Improving respiratory outcomes for preterm babies

Research

8 May 2017


Can you describe the aim of your research in 10 words?

To improve the immediate and long-term outcomes of premature infants

What have you achieved in this area so far?

Early research focused on the use of high-frequency oscillatory ventilation (HFOV) and how it can be used safely to protect the immature lung. I have also undertaken some novel research understanding the non-invasive equivalent of HFOV – bubble CPAP.

This very simple and inexpensive treatment offers effective respiratory support to infants with mild-moderate respiratory disease around the world. Arising out of both of these areas of research is some groundbreaking work showing that variable ventilation is more efficient for the premature infant – removing waste gas with lower levels of mechanical ventilatory support than controlled pressure and rate controlled mechanical ventilation.

We are now extending this research to include variable high-frequency ventilation. Likewise, we have started to investigate the role of the diaphragm in respiratory disease in premature infants. This research has really changed our approach to ventilating preterm infants, increasing our focus on encouraging the baby to do some of its own breathing, rather than taking over and controlling the breathing for them.

More recently, and especially since the establishment of our NHMRC Centre of Research Excellence on Improving the Immediate and Longer Term Outcomes of Preterm Infants, I have diversified my research to address more systemic issues – particularly inflammation.

Inflammation results from mechanical ventilation of the premature infant, but also from exposure to infection in the womb, postnatal infection, or disturbance of the gastrointestinal system due to early exposure to. Inflammation has adverse consequences for many different body systems, so finding a way to reduce the inflammatory consequences of preterm birth really offers us a way forward to significantly improve the immediate and longer-term outcomes.

 What aspect of this research excites you the most?

The recent shift to addressing more holistic issues such as inflammation is an especially exciting development. This shift recognised the importance of understanding how changes to any one system affected the whole infant, and especially, the importance of combating problems that impact the preterm infant at multiple organs/levels. Research that is comprehensive and holistic in its approach has a much higher likelihood of translation to clinical care.

What’s your Holy Grail – the one thing you’d like to achieve in your career?

Finding an effective and inexpensive immunomodulatory treatment that prevents or reduces the adverse consequences of inflammation and infection associated with preterm birth – so the long-term outcomes of these infants are maximised and the impact of their premature delivery on family and society is reduced.

How long before your work impacts patient care?

Some work has already impacted care via clinical guidelines. Some work is in the process of translation e.g. clinical trials evaluating the impact of delivery of surfactant to the lung during non-invasive ventilation.

Other upcoming preclinical studies will provide the evidence to support new neonatal treatments over the next five years e.g. stem cells to reduce severity of bronchopulmonary dysplasia, creatine to protect the preterm infant from brain injury and respiratory failure, and innate defence regulators to reduce inflammation and postnatal infection in preterm infants.

 Who has inspired you?

I am most inspired by my colleagues, many of whom work in diverse and often non-medical disciplines.  Collaboration and listening to and learning from others continues to inspire me on a daily basis with new ideas that may have application to the problems facing the preterm infant.

 Describe your perfect day.

A chance conversation with a colleague identifying a novel idea warranting development; notification of acceptance of a manuscript describing a new treatment to improve outcomes of preterm infants; being granted an award to explore a new and exciting idea; seeing one of my students present their work on an international stage to wide acclaim; mentoring a junior colleague or knowing that my input will have had a major influence on their career.

If you could only keep three possessions, what would they be?

My computer, our country property and my woodturning lathe. I love the creativity of turning wood from a rough log into something truly beautiful.

 Can you nominate a book that influenced you?

Chaos by James Gleick and Linked by Barabási Albert-László. Together these books were instrumental in influencing my understanding of and approach to biological behaviours, networks, the seemingly incomprehensible complexity of chronic disease, and how everything is linked. I think these helped me realise that I needed to focus on treatments of systemic processes rather than singular aspects of disease to really improve preterm infant outcomes.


▸ **Requirement**: Search the data for the string "Increase" and gather each line it is in.

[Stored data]
------------------------------------------------------------
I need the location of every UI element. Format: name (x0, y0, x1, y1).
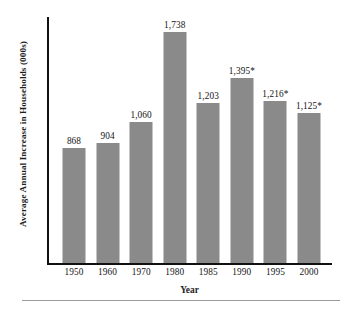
x-tick-1950: 1950 (57, 267, 91, 277)
bar-value-label-2000: 1,125* (296, 101, 322, 111)
bar-2000 (298, 113, 321, 263)
bar-1960 (96, 143, 119, 263)
bar-1980 (163, 32, 186, 263)
x-tick-1995: 1995 (258, 267, 292, 277)
bar-1995 (264, 101, 287, 263)
x-axis-line (47, 263, 332, 265)
x-tick-1985: 1985 (191, 267, 225, 277)
x-tick-labels: 19501960197019801985199019952000 (47, 267, 332, 283)
bar-group-1980: 1,738 (158, 17, 192, 263)
bar-1985 (197, 103, 220, 263)
x-tick-2000: 2000 (292, 267, 326, 277)
bar-value-label-1985: 1,203 (198, 91, 219, 101)
x-tick-1990: 1990 (225, 267, 259, 277)
x-tick-1980: 1980 (158, 267, 192, 277)
x-axis-title: Year (47, 285, 332, 295)
bar-value-label-1980: 1,738 (164, 20, 185, 30)
y-axis-title-text: Average Annual Increase in Households (0… (18, 41, 28, 227)
bar-group-1995: 1,216* (258, 17, 292, 263)
bar-value-label-1995: 1,216* (262, 89, 288, 99)
bar-group-1985: 1,203 (191, 17, 225, 263)
x-tick-1960: 1960 (91, 267, 125, 277)
bar-group-1960: 904 (91, 17, 125, 263)
bottom-divider (22, 300, 340, 301)
x-tick-1970: 1970 (124, 267, 158, 277)
bar-group-1990: 1,395* (225, 17, 259, 263)
bar-1950 (63, 148, 86, 263)
bar-1990 (230, 78, 253, 263)
y-axis-title: Average Annual Increase in Households (0… (0, 0, 46, 268)
bar-group-2000: 1,125* (292, 17, 326, 263)
bar-value-label-1970: 1,060 (130, 110, 151, 120)
bar-value-label-1990: 1,395* (229, 66, 255, 76)
bar-value-label-1960: 904 (100, 131, 114, 141)
bar-1970 (130, 122, 153, 263)
bar-value-label-1950: 868 (67, 136, 81, 146)
bar-group-1970: 1,060 (124, 17, 158, 263)
chart-figure: Average Annual Increase in Households (0… (0, 0, 351, 309)
bar-group-1950: 868 (57, 17, 91, 263)
plot-area: 8689041,0601,7381,2031,395*1,216*1,125* (47, 17, 332, 263)
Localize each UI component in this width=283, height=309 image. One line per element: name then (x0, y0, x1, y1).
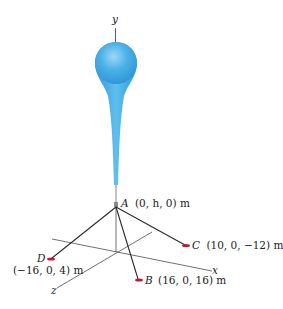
point-c-label: C (10, 0, −12) m (192, 239, 283, 251)
point-b-label: B (16, 0, 16) m (144, 274, 226, 286)
anchor-b (135, 278, 143, 281)
y-axis-label: y (111, 13, 119, 25)
z-axis-label: z (50, 284, 57, 296)
cable-ad (52, 207, 116, 258)
anchor-d (47, 257, 55, 260)
balloon (95, 42, 137, 185)
point-a-marker (114, 202, 118, 207)
balloon-tether-diagram: y x z A (0, h, 0) m C (10, 0, −12) m B (… (0, 0, 283, 309)
point-d-coords: (−16, 0, 4) m (13, 264, 83, 276)
point-a-label: A (0, h, 0) m (120, 197, 190, 209)
anchor-c (182, 244, 190, 247)
point-d-name: D (36, 252, 46, 264)
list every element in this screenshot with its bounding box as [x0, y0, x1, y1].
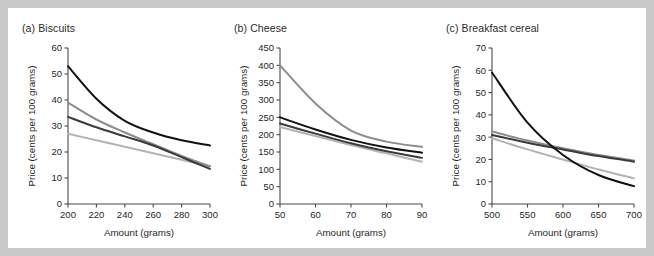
y-tick-label: 30 — [51, 120, 62, 131]
x-tick-label: 220 — [88, 209, 104, 220]
y-tick-label: 450 — [258, 42, 274, 53]
y-tick-label: 20 — [475, 154, 486, 165]
chart-svg: 0501001502002503003504004505060708090Amo… — [220, 36, 432, 248]
x-tick-label: 300 — [202, 209, 218, 220]
x-tick-label: 200 — [60, 209, 76, 220]
plot-area-breakfast-cereal: 010203040506070500550600650700Amount (gr… — [432, 36, 644, 248]
panel-biscuits: (a) Biscuits 010203040506020022024026028… — [8, 8, 220, 248]
y-tick-label: 250 — [258, 112, 274, 123]
y-tick-label: 10 — [475, 176, 486, 187]
x-tick-label: 260 — [145, 209, 161, 220]
y-tick-label: 60 — [51, 42, 62, 53]
x-tick-label: 240 — [117, 209, 133, 220]
x-tick-label: 500 — [484, 209, 500, 220]
panel-title-biscuits: (a) Biscuits — [22, 22, 75, 34]
series-line-series_2 — [280, 65, 422, 146]
y-tick-label: 0 — [57, 198, 62, 209]
series-line-series_1 — [492, 73, 634, 187]
y-tick-label: 100 — [258, 164, 274, 175]
y-tick-label: 50 — [263, 181, 274, 192]
y-tick-label: 0 — [481, 198, 486, 209]
y-tick-label: 10 — [51, 172, 62, 183]
y-tick-label: 300 — [258, 94, 274, 105]
panel-breakfast-cereal: (c) Breakfast cereal 0102030405060705005… — [432, 8, 644, 248]
y-axis-title-group: Price (cents per 100 grams) — [26, 66, 37, 187]
x-tick-label: 280 — [174, 209, 190, 220]
y-tick-label: 40 — [51, 94, 62, 105]
panel-title-breakfast-cereal: (c) Breakfast cereal — [446, 22, 539, 34]
plot-area-cheese: 0501001502002503003504004505060708090Amo… — [220, 36, 432, 248]
x-tick-label: 550 — [520, 209, 536, 220]
y-axis-title: Price (cents per 100 grams) — [450, 66, 461, 187]
x-tick-label: 50 — [275, 209, 286, 220]
series-line-series_1 — [68, 66, 210, 145]
y-axis-title: Price (cents per 100 grams) — [238, 66, 249, 187]
y-axis-title-group: Price (cents per 100 grams) — [450, 66, 461, 187]
y-axis-title-group: Price (cents per 100 grams) — [238, 66, 249, 187]
x-axis-title: Amount (grams) — [528, 227, 598, 238]
x-tick-label: 650 — [591, 209, 607, 220]
y-tick-label: 200 — [258, 129, 274, 140]
y-axis-title: Price (cents per 100 grams) — [26, 66, 37, 187]
series-line-series_2 — [68, 103, 210, 167]
y-tick-label: 50 — [475, 87, 486, 98]
y-tick-label: 0 — [269, 198, 274, 209]
plot-area-biscuits: 0102030405060200220240260280300Amount (g… — [8, 36, 220, 248]
figure-root: (a) Biscuits 010203040506020022024026028… — [0, 0, 654, 256]
y-tick-label: 60 — [475, 65, 486, 76]
x-tick-label: 600 — [555, 209, 571, 220]
y-tick-label: 400 — [258, 60, 274, 71]
y-tick-label: 30 — [475, 132, 486, 143]
x-tick-label: 80 — [381, 209, 392, 220]
figure-card: (a) Biscuits 010203040506020022024026028… — [8, 8, 646, 248]
series-line-series_1 — [280, 117, 422, 152]
y-tick-label: 350 — [258, 77, 274, 88]
series-line-series_3 — [68, 117, 210, 169]
y-tick-label: 40 — [475, 109, 486, 120]
chart-svg: 010203040506070500550600650700Amount (gr… — [432, 36, 644, 248]
y-tick-label: 20 — [51, 146, 62, 157]
x-tick-label: 60 — [310, 209, 321, 220]
panel-title-cheese: (b) Cheese — [234, 22, 287, 34]
x-axis-title: Amount (grams) — [104, 227, 174, 238]
x-tick-label: 90 — [417, 209, 428, 220]
x-tick-label: 70 — [346, 209, 357, 220]
y-tick-label: 150 — [258, 146, 274, 157]
panel-row: (a) Biscuits 010203040506020022024026028… — [8, 8, 646, 248]
x-tick-label: 700 — [626, 209, 642, 220]
y-tick-label: 70 — [475, 42, 486, 53]
chart-svg: 0102030405060200220240260280300Amount (g… — [8, 36, 220, 248]
x-axis-title: Amount (grams) — [316, 227, 386, 238]
panel-cheese: (b) Cheese 05010015020025030035040045050… — [220, 8, 432, 248]
y-tick-label: 50 — [51, 68, 62, 79]
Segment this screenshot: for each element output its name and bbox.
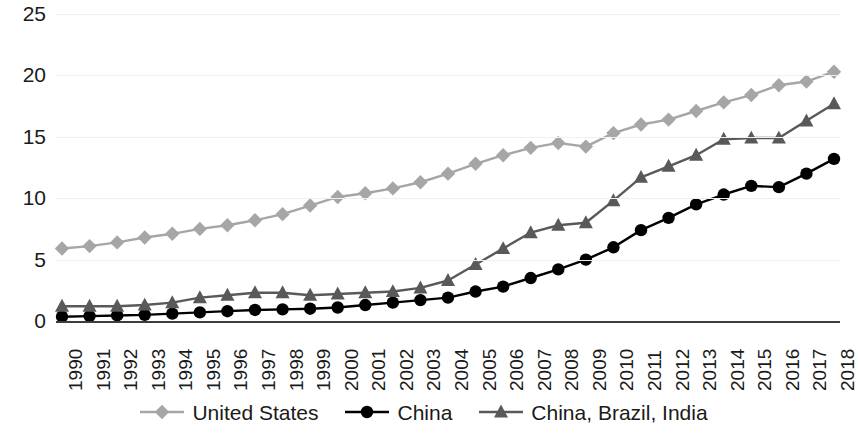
x-axis-tick-label: 2012 — [673, 367, 692, 391]
data-point-marker — [634, 117, 648, 131]
data-point-marker — [387, 296, 399, 308]
x-axis-line — [56, 321, 840, 323]
x-axis-tick-label: 2000 — [342, 367, 361, 391]
x-axis-tick-label: 2016 — [783, 367, 802, 391]
y-axis-tick-label: 25 — [0, 3, 46, 24]
x-axis-tick-label: 1990 — [66, 367, 85, 391]
x-axis-tick-label: 1991 — [94, 367, 113, 391]
x-axis-tick-label: 2006 — [507, 367, 526, 391]
legend-item-china[interactable]: China — [344, 402, 452, 423]
y-axis-tick-label: 0 — [0, 310, 46, 331]
data-point-marker — [551, 136, 565, 150]
data-point-marker — [386, 181, 400, 195]
legend-marker-diamond-icon — [139, 403, 185, 421]
data-point-marker — [607, 241, 619, 253]
data-point-marker — [221, 305, 233, 317]
data-point-marker — [800, 167, 812, 179]
x-axis-tick-label: 2004 — [452, 367, 471, 391]
data-point-marker — [55, 241, 69, 255]
x-axis-tick-label: 1996 — [231, 367, 250, 391]
x-axis-tick-label: 2009 — [590, 367, 609, 391]
data-point-marker — [276, 303, 288, 315]
legend-item-china-brazil-india[interactable]: China, Brazil, India — [478, 402, 707, 423]
data-point-marker — [138, 230, 152, 244]
series-china-brazil-india — [55, 96, 841, 312]
x-axis-tick-label: 1997 — [259, 367, 278, 391]
data-point-marker — [194, 306, 206, 318]
data-point-marker — [689, 104, 703, 118]
x-axis-tick-label: 2007 — [535, 367, 554, 391]
x-axis-tick-label: 2013 — [700, 367, 719, 391]
chart-legend: United StatesChinaChina, Brazil, India — [0, 395, 847, 429]
legend-marker-circle-icon — [344, 403, 390, 421]
data-point-marker — [304, 303, 316, 315]
x-axis-tick-label: 1992 — [121, 367, 140, 391]
data-point-marker — [496, 241, 510, 254]
x-axis-tick-label: 2018 — [838, 367, 857, 391]
data-point-marker — [331, 190, 345, 204]
series-layer — [56, 14, 840, 321]
data-point-marker — [332, 301, 344, 313]
data-point-marker — [799, 74, 813, 88]
data-point-marker — [166, 307, 178, 319]
data-point-marker — [442, 291, 454, 303]
data-point-marker — [827, 96, 841, 109]
data-point-marker — [413, 175, 427, 189]
gridline — [56, 198, 840, 199]
x-axis-tick-label: 2008 — [562, 367, 581, 391]
x-axis-tick-labels: 1990199119921993199419951996199719981999… — [56, 325, 840, 391]
x-axis-tick-label: 2003 — [424, 367, 443, 391]
gridline — [56, 75, 840, 76]
data-point-marker — [828, 153, 840, 165]
x-axis-tick-label: 1999 — [314, 367, 333, 391]
data-point-marker — [661, 112, 675, 126]
data-point-marker — [689, 148, 703, 161]
data-point-marker — [359, 299, 371, 311]
data-point-marker — [799, 113, 813, 126]
series-line — [62, 72, 834, 249]
x-axis-tick-label: 2011 — [645, 367, 664, 391]
x-axis-tick-label: 1994 — [176, 367, 195, 391]
data-point-marker — [82, 239, 96, 253]
data-point-marker — [717, 95, 731, 109]
x-axis-tick-label: 1998 — [287, 367, 306, 391]
data-point-marker — [772, 78, 786, 92]
gridline — [56, 260, 840, 261]
x-axis-tick-label: 2010 — [617, 367, 636, 391]
plot-area — [56, 14, 840, 321]
y-axis-tick-label: 20 — [0, 64, 46, 85]
data-point-marker — [497, 280, 509, 292]
x-axis-tick-label: 2015 — [755, 367, 774, 391]
data-point-marker — [745, 180, 757, 192]
data-point-marker — [773, 181, 785, 193]
data-point-marker — [249, 304, 261, 316]
data-point-marker — [155, 405, 169, 419]
legend-marker-triangle-icon — [478, 403, 524, 421]
data-point-marker — [441, 166, 455, 180]
data-point-marker — [662, 212, 674, 224]
legend-item-united-states[interactable]: United States — [139, 402, 318, 423]
gridline — [56, 14, 840, 15]
data-point-marker — [414, 294, 426, 306]
data-point-marker — [275, 207, 289, 221]
data-point-marker — [110, 235, 124, 249]
data-point-marker — [165, 227, 179, 241]
data-point-marker — [744, 88, 758, 102]
data-point-marker — [361, 406, 373, 418]
y-axis-tick-label: 5 — [0, 249, 46, 270]
x-axis-tick-label: 2014 — [728, 367, 747, 391]
data-point-marker — [606, 126, 620, 140]
x-axis-tick-label: 2005 — [480, 367, 499, 391]
data-point-marker — [635, 224, 647, 236]
data-point-marker — [552, 263, 564, 275]
data-point-marker — [524, 141, 538, 155]
data-point-marker — [469, 285, 481, 297]
data-point-marker — [468, 157, 482, 171]
x-axis-tick-label: 2017 — [810, 367, 829, 391]
y-axis-tick-label: 10 — [0, 187, 46, 208]
x-axis-tick-label: 1995 — [204, 367, 223, 391]
legend-label: United States — [192, 402, 318, 423]
legend-label: China — [397, 402, 452, 423]
data-point-marker — [193, 222, 207, 236]
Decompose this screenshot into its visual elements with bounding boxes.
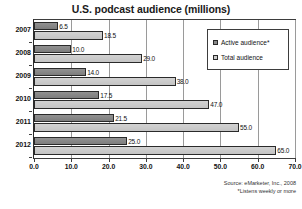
------------------------------------------------------------
▸ **Answer to the exercise**:
y-axis-title-text: Average Annual Increase in Households (0… (18, 41, 28, 227)
y-axis-title: Average Annual Increase in Households (0… (0, 0, 46, 268)
chart-figure: Average Annual Increase in Households (0… (0, 0, 351, 309)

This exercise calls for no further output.